I don’t know Ray Rice. Overall, he seems like a pretty good guy who had an isolated bad situation. There is no shortage of players about whom this situation would fit well with the overall demeanor and lifestyle they presented, and there is something to say for how totally out of character this is with everything ever seen or known about Ray Rice before the event.

So, here’s where it gets unpopular. Let me ask – what made this such an out-of-character event in Rice’s life? What happens at casinos and bars and places like these? What is not far away from the vast majority of situations where a professional player is arrested for making the news away from the field of play?

Alcohol, substance abuse.

The abuse of alcohol is certainly not limited to professional athletes. It is a grievous problem throughout our culture. Without alcohol abuse, the numbers related to domestic violence, crime of all sorts, vehicular deaths – all of these would take precipitous drops.

Where is the outrage against this source of so much pain and death in our culture? Oh, there is a little bit here and there – a few MADD programs or whatever. But no outrage at all commensurate with the pain it inflicts.

Rather, alcohol is exalted and encouraged. Few sports are free of regular commercials that flaunt the good-times fulfillment to be found in the bottle of a particular brand. A significant percentage of revenues that make professional sports popular come from this industry.

So what hits me as sanctimonious is that there is outrage against the all-too-common results that come from the impaired judgments resultant from a product that is over-indulged and over-exulted in our entire culture. No, the general percentage of people who imbibe do not end up beating their spouses or driving drunk; but it cannot be denied that the abuse of drink is connected to a terribly high percentage of the evils that occur in our culture.

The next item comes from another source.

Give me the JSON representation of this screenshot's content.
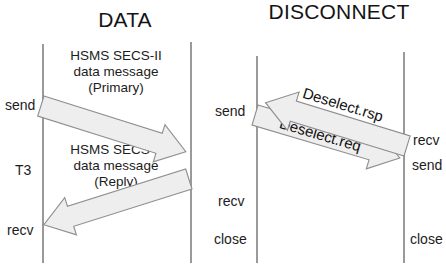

We laugh and joke at drunks. We make light of the condition of being tipsy or inebriated to some extent. But so often, just on the other side of a line of all of that is a Ray Rice, or the drunk-driving idiot who took the life of my hometown’s baseball star Nick Adenhart of the Angels after the first game of the season in 2009.

So, go ahead and defend alcohol if you must. I’ll just tell you, “I don’t get it.”  I’ve been so out of step with the rest of American culture for so long that I am impervious to criticisms on this subject.